Jonesboro had not worked out its strong investments in the past. There were debates that people in town were not equipped to engage with and histories they worked hard to suppress. This seemed like a problem to me. Even then, I knew that understanding our history as a nation—including all the horrors, traumas, and wounds—is key to understanding where we are today. How can you understand something that you don’t even acknowledge?

Adriane Lentz-Smith Good Question insideIn high school, great teachers made history really interesting to me. My best teachers allowed me to question. I asked my many questions, and I learned to frame them with greater precision and more rigor: “Why was this choice made in this moment by these people?” “What folks haven’t made it into the narrative, and what happens when we add them?”

I built on this love of history and of pursuing answers to tough questions as a camper in TIP summer camps at Duke for four years. I took American History from Gerald Wilson and Ginger Wilson, as well as a course called “People and Power.” The latter explored political theories of power starting with Machiavelli and going through to Foucault.

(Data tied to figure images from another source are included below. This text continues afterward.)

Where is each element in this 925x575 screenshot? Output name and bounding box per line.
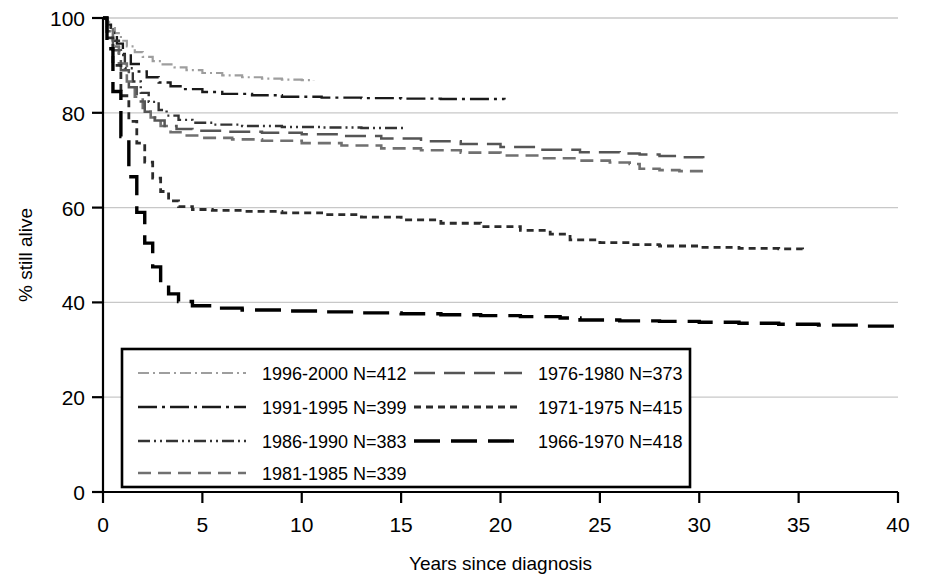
legend-label-1991-1995: 1991-1995 N=399 — [262, 398, 407, 418]
x-tick-label-25: 25 — [588, 513, 611, 536]
y-axis-title: % still alive — [15, 208, 36, 302]
y-tick-label-0: 0 — [73, 481, 85, 504]
x-tick-label-5: 5 — [197, 513, 209, 536]
legend-label-1981-1985: 1981-1985 N=339 — [262, 464, 407, 484]
y-tick-label-20: 20 — [62, 386, 85, 409]
y-tick-label-80: 80 — [62, 102, 85, 125]
series-line-1971-1975 — [103, 18, 803, 249]
series-line-1981-1985 — [103, 18, 703, 172]
legend-label-1971-1975: 1971-1975 N=415 — [538, 398, 683, 418]
series-line-1991-1995 — [103, 18, 504, 100]
series-line-1996-2000 — [103, 18, 314, 81]
x-tick-label-35: 35 — [787, 513, 810, 536]
legend-label-1976-1980: 1976-1980 N=373 — [538, 364, 683, 384]
series-line-1966-1970 — [103, 18, 898, 327]
x-tick-label-30: 30 — [688, 513, 711, 536]
legend-label-1996-2000: 1996-2000 N=412 — [262, 364, 407, 384]
x-tick-label-20: 20 — [489, 513, 512, 536]
y-tick-label-60: 60 — [62, 197, 85, 220]
legend: 1996-2000 N=4121991-1995 N=3991986-1990 … — [122, 349, 690, 487]
x-axis-title: Years since diagnosis — [409, 553, 592, 574]
y-tick-label-40: 40 — [62, 291, 85, 314]
y-tick-label-100: 100 — [50, 7, 85, 30]
survival-chart: 0204060801000510152025303540 Years since… — [0, 0, 925, 575]
x-tick-label-10: 10 — [290, 513, 313, 536]
chart-canvas: 0204060801000510152025303540 Years since… — [0, 0, 925, 575]
series-lines — [103, 18, 898, 327]
legend-label-1966-1970: 1966-1970 N=418 — [538, 432, 683, 452]
legend-label-1986-1990: 1986-1990 N=383 — [262, 432, 407, 452]
x-tick-label-40: 40 — [886, 513, 909, 536]
x-tick-label-15: 15 — [389, 513, 412, 536]
x-tick-label-0: 0 — [97, 513, 109, 536]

We watched Laurence Olivier in Henry V and read The Street by Ann Petry—very different representations of how people can shape their circumstances, they both moved and devastated me.

When I got to Harvard, I thought that I shouldn’t major in history because it felt too easy. So, I became a Russian and Slavic studies major. For a semester I was happy. I read some great literature, and I gained valuable perspective on struggles for fairness and hope beyond the American experience. Ultimately, though, I came back to the subject that had always been my passion and realized that if it felt natural for me to do American history, that wasn’t a bad thing.

The thing that got of me into the topic of the book I am writing now was the murder of Michael Brown. It was really born of Ferguson, that question of how did we get here? What are we as a nation of people capable of? What are we willing to accept? What must I, as a person of conscience, do? I needed to understand, and I wished to offer my skills as a writer and scholar to help us all contend with past and present with an eye towards justice.